One of the few benefits of modern social media is that it allows fans to get closer than ever to their idols or favourite celebrities.This means that there appears to be a deeper connection when something good or bad happens in the lives of said favourite celebrities. Most inmates still live in barracks and are marched through the cold each day to workshops where they produce cheap goods for the state. As a result, when YouTuber FPSRussia was sent to prison earlier in 2019, his fanbase was in uproar. She served part of that sentence from June 2007 to April 2016 at prison IK-14. Find out more RUSSIAN PRISONS: Marked Pure Evil Tattoos World Documentary Films. But a former inmate and a penitentiary service employee told The calculated cruelty against Mr Makarov, who was abused for swearing after guards searched his letters, recalled Stalin-era tortures described by writers such as Alexander Solzhenitsyn.
Today, Russia has been shaken again by news of torture in its prison system – this time in Yaroslavl Colony No 1. “It doesn't leave any trace, but he can't walk.
While Kyle worked with guns almost non-stop to create content for his YouTube channel, the weapons weren’t the reason why he was sentenced to two months prison …
Yelena Federova was sentenced to 12 years in prison after being convicted on a murder charge when she was 20 years old. “They beat him on soles of his feet so it wouldn't leave any bruises,” said an employee of another prison colony who spoke anonymously for fear of being fired. Myres was arrested for felony possession of a restricted substance and 50 of his weapons, used for his YouTube videos, were confiscated under federal law that prevents drug users to be in possession of firearms. “Yes, you shouldn't beat them, but how can you teach them otherwise, if they don't understand words?”He admitted, however, that Mr Makarov's beating was excessive and that investigators often “run cover for employees who do these things”. Black Dolphin Prison, Russia In a country known for having a brutally tough prison system, you know a prison is bad when it gets a reputation for being the worst prison in Russia. The prison houses approximately 700 of Russia's most serious criminals, including child molestors, murderers, terrorists, cannibals, serial killers. Under Stalin's rule, the Soviet gulag prisons became a nightmare of historic proportions. 45:00. While Kyle worked with guns almost non-stop to create content for his YouTube channel, the weapons weren’t the reason why he was sentenced to two months prison in June 2019.In August 2017, Kyle Myres’ house was raided by police after Myres allegedly received 25 grams of butane hash oil through the mail. Other teens said they had seen a guard jumping up and down on his back during a beating. Russian officials told the United Nations Committee Against Torture on Thursday that the violence against him was an isolated incident. “Let's go, move, move, move!” the commander said, and Yevgeny Makarov yelled in pain as two prison guards resumed beating his legs with batons while others held him down.The video of Mr Makarov's brutal beating, which took place in prison colony number one in Yaroslavl in June 2017, caused an international furore after footage was leaked to his lawyer and published last week.

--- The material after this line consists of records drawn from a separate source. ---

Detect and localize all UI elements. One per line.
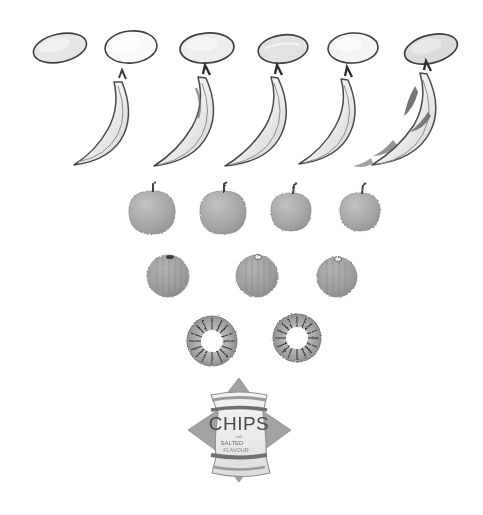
chips-sub-line-3: FLAVOUR — [223, 447, 249, 453]
chips-brand-text: CHIPS — [209, 413, 270, 434]
orange-1 — [147, 255, 189, 297]
orange-3 — [317, 257, 357, 298]
sketch-svg: CHIPS with SALTED FLAVOUR — [0, 0, 483, 515]
chips-sub-line-1: with — [235, 434, 242, 439]
row-oranges — [147, 255, 357, 298]
kiwi-slice-2 — [273, 314, 321, 362]
orange-2 — [236, 255, 278, 298]
kiwi-slice-1 — [187, 316, 237, 366]
chips-sub-line-2: SALTED — [221, 440, 245, 446]
sketch-canvas: CHIPS with SALTED FLAVOUR — [0, 0, 483, 515]
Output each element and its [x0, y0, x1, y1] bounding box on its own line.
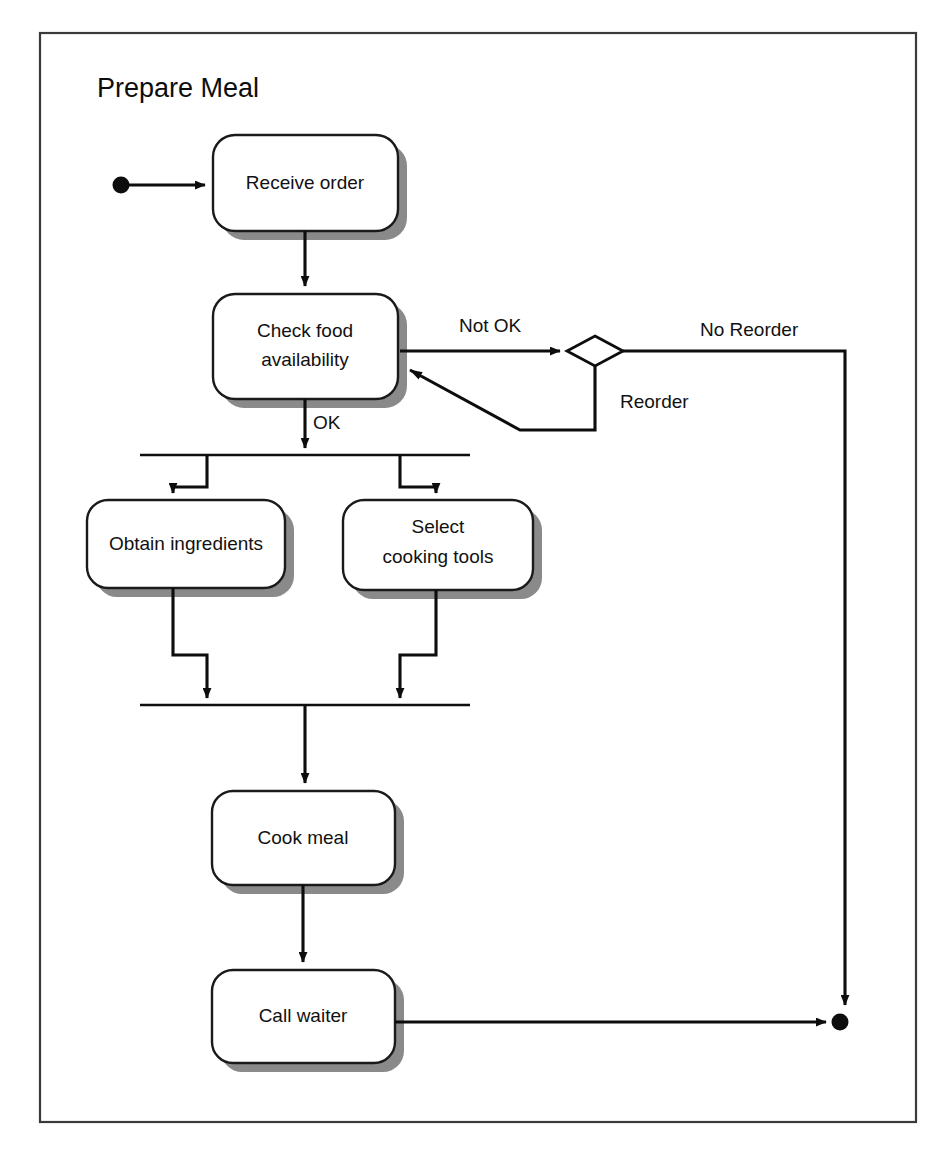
activity-cook-meal[interactable]: Cook meal — [212, 791, 404, 894]
activity-receive-order[interactable]: Receive order — [213, 135, 407, 240]
page-title: Prepare Meal — [97, 73, 259, 103]
activity-check-food-availability[interactable]: Check food availability — [213, 294, 407, 408]
guard-not-ok: Not OK — [459, 315, 522, 336]
activity-obtain-ingredients[interactable]: Obtain ingredients — [87, 500, 294, 597]
activity-label: Call waiter — [259, 1005, 348, 1026]
activity-box — [343, 500, 533, 590]
activity-box — [213, 294, 398, 399]
activity-label-line-2: availability — [261, 349, 349, 370]
activity-label: Obtain ingredients — [109, 533, 263, 554]
guard-reorder: Reorder — [620, 391, 689, 412]
activity-label: Cook meal — [258, 827, 349, 848]
guard-no-reorder: No Reorder — [700, 319, 799, 340]
activity-diagram-root: Prepare Meal Receive order Check food av… — [0, 0, 951, 1158]
guard-ok: OK — [313, 412, 341, 433]
activity-diagram-canvas: Prepare Meal Receive order Check food av… — [0, 0, 951, 1158]
activity-label-line-1: Check food — [257, 320, 353, 341]
activity-label: Receive order — [246, 172, 365, 193]
activity-label-line-2: cooking tools — [383, 546, 494, 567]
activity-label-line-1: Select — [412, 516, 466, 537]
activity-select-cooking-tools[interactable]: Select cooking tools — [343, 500, 542, 599]
final-node — [832, 1014, 849, 1031]
activity-call-waiter[interactable]: Call waiter — [212, 970, 404, 1072]
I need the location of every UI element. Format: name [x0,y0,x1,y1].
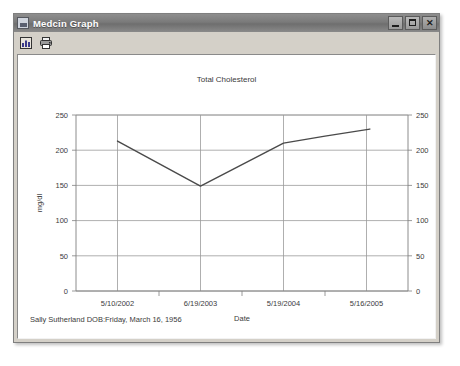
svg-text:0: 0 [64,287,68,296]
maximize-button[interactable] [405,16,420,30]
chart-canvas: 050100150200250 050100150200250 5/10/200… [18,55,436,339]
application-icon [17,17,29,29]
title-bar[interactable]: Medcin Graph ✕ [14,14,439,32]
close-button[interactable]: ✕ [422,16,437,30]
printer-icon [39,36,53,50]
y-axis-left-tick-labels: 050100150200250 [55,111,68,296]
patient-info-label: Sally Sutherland DOB:Friday, March 16, 1… [30,315,182,324]
y-axis-right-tick-labels: 050100150200250 [416,111,429,296]
svg-text:0: 0 [416,287,420,296]
chart: Total Cholesterol 050100150200250 050100… [18,55,435,338]
svg-text:5/10/2002: 5/10/2002 [101,299,134,308]
minimize-icon [392,25,399,27]
x-axis-title: Date [234,314,250,323]
svg-text:200: 200 [416,146,429,155]
svg-text:150: 150 [55,181,68,190]
svg-text:150: 150 [416,181,429,190]
svg-text:50: 50 [416,252,424,261]
x-axis-tick-labels: 5/10/20026/19/20035/19/20045/16/2005 [101,299,383,308]
title-bar-left: Medcin Graph [17,17,388,29]
svg-text:5/19/2004: 5/19/2004 [267,299,300,308]
chart-series-line [118,129,370,186]
medcin-graph-window: Medcin Graph ✕ [13,13,440,343]
chart-gridlines [76,115,408,291]
svg-text:250: 250 [416,111,429,120]
minimize-button[interactable] [388,16,403,30]
svg-text:6/19/2003: 6/19/2003 [184,299,217,308]
close-icon: ✕ [423,17,436,29]
maximize-icon [409,19,416,26]
svg-text:200: 200 [55,146,68,155]
toolbar [14,32,439,53]
svg-text:250: 250 [55,111,68,120]
svg-text:50: 50 [60,252,68,261]
svg-text:100: 100 [416,216,429,225]
graph-button[interactable] [17,34,35,52]
chart-client-area: Total Cholesterol 050100150200250 050100… [17,54,436,339]
graph-icon [19,36,33,50]
window-title: Medcin Graph [33,18,99,29]
window-controls: ✕ [388,16,437,30]
svg-text:100: 100 [55,216,68,225]
chart-axes [72,115,412,296]
y-axis-title: mg/dl [35,193,44,212]
svg-text:5/16/2005: 5/16/2005 [350,299,383,308]
print-button[interactable] [37,34,55,52]
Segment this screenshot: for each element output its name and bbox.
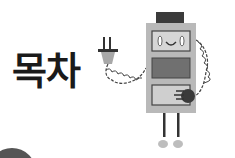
plug-icon [98, 37, 118, 64]
robot-cap [156, 12, 184, 24]
robot-foot-right [173, 140, 183, 148]
robot-middle-panel [152, 58, 190, 78]
robot-foot-left [158, 140, 168, 148]
robot-illustration [0, 0, 235, 158]
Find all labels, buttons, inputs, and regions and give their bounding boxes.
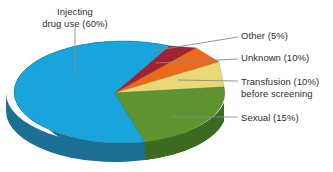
slice-label-sexual-line1: Sexual (15%) [241,112,299,124]
slice-label-other-line1: Other (5%) [241,30,288,42]
slice-label-sexual: Sexual (15%) [241,112,299,124]
slice-label-transfusion-line1: Transfusion (10%) [241,76,319,88]
slice-label-transfusion: Transfusion (10%) before screening [241,76,319,99]
pie-chart-figure: Injecting drug use (60%) Other (5%) Unkn… [0,0,333,172]
slice-label-injecting-drug-use: Injecting drug use (60%) [22,6,128,29]
slice-label-unknown: Unknown (10%) [241,52,309,64]
slice-label-other: Other (5%) [241,30,288,42]
slice-label-injecting-drug-use-line1: Injecting [22,6,128,18]
slice-label-transfusion-line2: before screening [241,88,319,100]
slice-label-injecting-drug-use-line2: drug use (60%) [22,18,128,30]
slice-label-unknown-line1: Unknown (10%) [241,52,309,64]
pie-top-faces [14,41,225,143]
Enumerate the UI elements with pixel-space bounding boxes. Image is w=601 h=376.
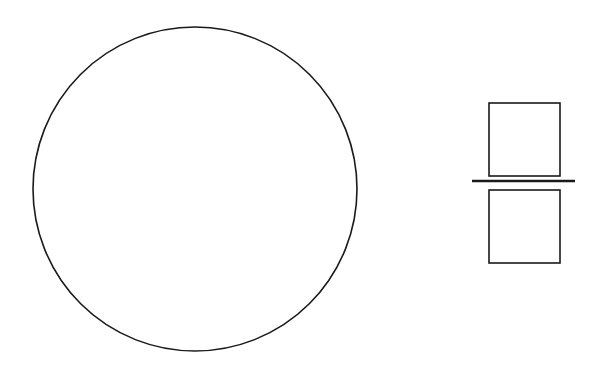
denominator-square	[489, 190, 560, 263]
fraction-group	[472, 103, 575, 263]
numerator-square	[489, 103, 560, 176]
diagram-canvas	[0, 0, 601, 376]
large-circle	[33, 27, 357, 351]
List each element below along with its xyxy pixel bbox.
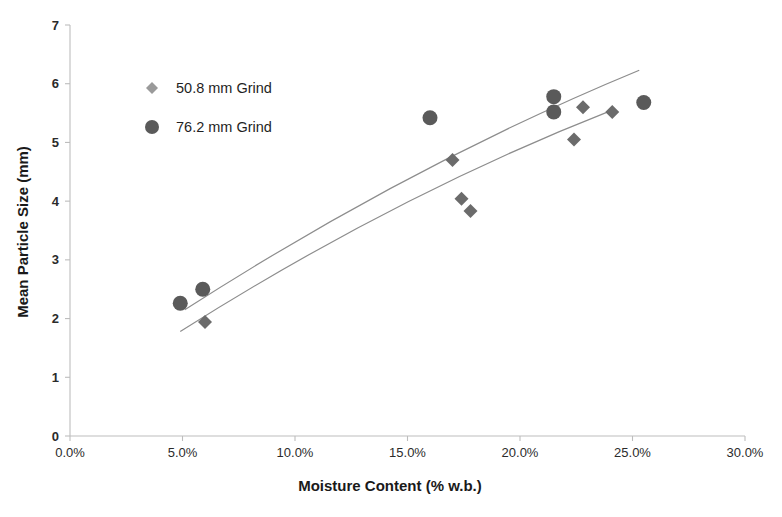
y-tick-label: 6 [52,76,59,91]
x-tick-label: 25.0% [614,445,651,460]
y-tick-label: 4 [52,194,60,209]
legend-item-label: 50.8 mm Grind [176,80,272,96]
chart-background [0,0,782,517]
x-tick-label: 5.0% [168,445,198,460]
data-point-marker [173,296,188,311]
y-tick-label: 3 [52,252,59,267]
scatter-plot: 01234567 0.0%5.0%10.0%15.0%20.0%25.0%30.… [0,0,782,517]
x-tick-label: 0.0% [55,445,85,460]
data-point-marker [423,110,438,125]
y-tick-label: 7 [52,18,59,33]
x-tick-label: 10.0% [277,445,314,460]
legend-item-label: 76.2 mm Grind [176,119,272,135]
data-point-marker [636,95,651,110]
legend-marker-circle [145,120,159,134]
y-tick-label: 1 [52,370,59,385]
data-point-marker [195,282,210,297]
chart-container: 01234567 0.0%5.0%10.0%15.0%20.0%25.0%30.… [0,0,782,517]
x-tick-label: 20.0% [502,445,539,460]
x-tick-label: 15.0% [389,445,426,460]
data-point-marker [546,89,561,104]
x-tick-label: 30.0% [727,445,764,460]
data-point-marker [546,104,561,119]
y-tick-label: 5 [52,135,59,150]
y-tick-label: 2 [52,311,59,326]
x-axis-title: Moisture Content (% w.b.) [298,477,482,494]
y-axis-title: Mean Particle Size (mm) [14,146,31,318]
y-tick-label: 0 [52,429,59,444]
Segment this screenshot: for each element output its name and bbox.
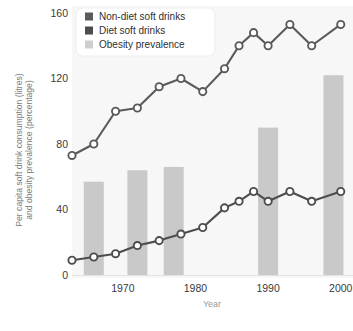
bar-obesity-1999 bbox=[323, 75, 343, 275]
data-point-nondiet-1966 bbox=[90, 140, 97, 147]
data-point-nondiet-1990 bbox=[265, 42, 272, 49]
data-point-diet-2000 bbox=[337, 188, 344, 195]
data-point-diet-1981 bbox=[199, 224, 206, 231]
bar-obesity-1972 bbox=[127, 170, 147, 275]
legend-label-2: Obesity prevalence bbox=[99, 39, 185, 50]
y-tick-160: 160 bbox=[50, 7, 68, 19]
data-point-diet-1984 bbox=[221, 204, 228, 211]
x-tick-1970: 1970 bbox=[111, 282, 135, 294]
data-point-nondiet-1986 bbox=[235, 42, 242, 49]
data-point-diet-1975 bbox=[156, 237, 163, 244]
data-point-nondiet-1996 bbox=[308, 42, 315, 49]
x-tick-2000: 2000 bbox=[329, 282, 353, 294]
legend-label-1: Diet soft drinks bbox=[99, 25, 165, 36]
data-point-diet-1978 bbox=[177, 230, 184, 237]
legend-swatch-1 bbox=[85, 27, 93, 35]
data-point-nondiet-1988 bbox=[250, 29, 257, 36]
y-tick-0: 0 bbox=[62, 269, 68, 281]
data-point-nondiet-1969 bbox=[112, 108, 119, 115]
y-axis-title-line2: and obesity prevalence (percentage) bbox=[24, 80, 34, 220]
soft-drink-obesity-chart: 04080120160 1970198019902000 Year Per ca… bbox=[0, 0, 353, 331]
x-tick-1980: 1980 bbox=[184, 282, 208, 294]
x-axis-title: Year bbox=[203, 299, 221, 309]
data-point-diet-1996 bbox=[308, 198, 315, 205]
data-point-diet-1990 bbox=[265, 198, 272, 205]
data-point-nondiet-2000 bbox=[337, 21, 344, 28]
y-axis-tick-labels: 04080120160 bbox=[50, 7, 68, 281]
data-point-nondiet-1981 bbox=[199, 88, 206, 95]
data-point-nondiet-1993 bbox=[286, 21, 293, 28]
legend-swatch-2 bbox=[85, 41, 93, 49]
legend-label-0: Non-diet soft drinks bbox=[99, 11, 185, 22]
data-point-diet-1988 bbox=[250, 188, 257, 195]
data-point-nondiet-1978 bbox=[177, 75, 184, 82]
chart-figure: 04080120160 1970198019902000 Year Per ca… bbox=[0, 0, 353, 331]
data-point-nondiet-1972 bbox=[134, 104, 141, 111]
data-point-diet-1966 bbox=[90, 253, 97, 260]
chart-legend: Non-diet soft drinksDiet soft drinksObes… bbox=[76, 8, 215, 56]
legend-swatch-0 bbox=[85, 13, 93, 21]
x-axis-tick-labels: 1970198019902000 bbox=[111, 282, 352, 294]
y-tick-40: 40 bbox=[56, 203, 68, 215]
y-tick-120: 120 bbox=[50, 72, 68, 84]
data-point-nondiet-1975 bbox=[156, 83, 163, 90]
x-tick-1990: 1990 bbox=[256, 282, 280, 294]
data-point-diet-1963 bbox=[68, 257, 75, 264]
data-point-diet-1986 bbox=[235, 198, 242, 205]
data-point-diet-1969 bbox=[112, 250, 119, 257]
data-point-diet-1972 bbox=[134, 242, 141, 249]
bar-obesity-1977 bbox=[164, 167, 184, 275]
y-tick-80: 80 bbox=[56, 138, 68, 150]
data-point-nondiet-1984 bbox=[221, 65, 228, 72]
data-point-diet-1993 bbox=[286, 188, 293, 195]
data-point-nondiet-1963 bbox=[68, 152, 75, 159]
y-axis-title: Per capita soft drink consumption (litre… bbox=[14, 73, 34, 226]
y-axis-title-line1: Per capita soft drink consumption (litre… bbox=[14, 73, 24, 226]
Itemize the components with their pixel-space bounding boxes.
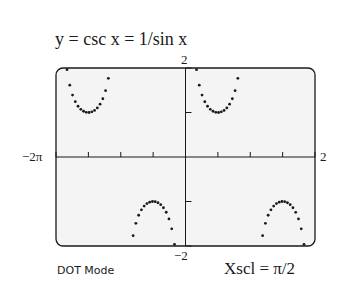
graph-screen: [0, 0, 352, 299]
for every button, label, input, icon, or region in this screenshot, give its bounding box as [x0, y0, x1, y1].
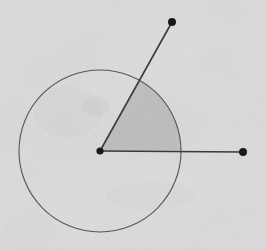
- right-ray: [100, 151, 243, 152]
- angle-figure: [0, 0, 266, 249]
- diagram-canvas: Angle with shaded sector inscribed in a …: [0, 0, 266, 249]
- shaded-angle-sector: [100, 80, 181, 151]
- upper-ray-endpoint-dot: [168, 18, 176, 26]
- angle-vertex-dot: [96, 147, 103, 154]
- right-ray-endpoint-dot: [239, 148, 247, 156]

“They torment and torture people for what they did, rather than try to help fix the problems that got them there.”We rely on advertising to help fund our award-winning journalism.We urge you to turn off your ad blocker for The Telegraph website so that you can continue to access our quality content in the future.To watch The Telegraph's latest video content please visit
“They can rape you with a mop or a stick, or put chlorine in your eyes.” Among them was from prisoner of conscience Ivan Nepomyashchikh, one of nearly three dozen imprisoned after a 2012 protest against Vladimir Putin, who has said he was beaten with fists and truncheons after refusing commands to run down a hallway.Of 64 complaints of violence by law enforcement personnel brought by the NGO Public Verdict, only three have resulted in criminal cases, it said.“The investigator has a medical report and the convict's testimony, but against that will be 20 testimonies from penitentiary service employees saying no one beat him, he beat himself, or another convict did, or they'll say that they used force in accordance with law, he attacked us,” said Dmitry Yegoshin, a former prison guard who now works for Public Verdict. Hezzie Allie.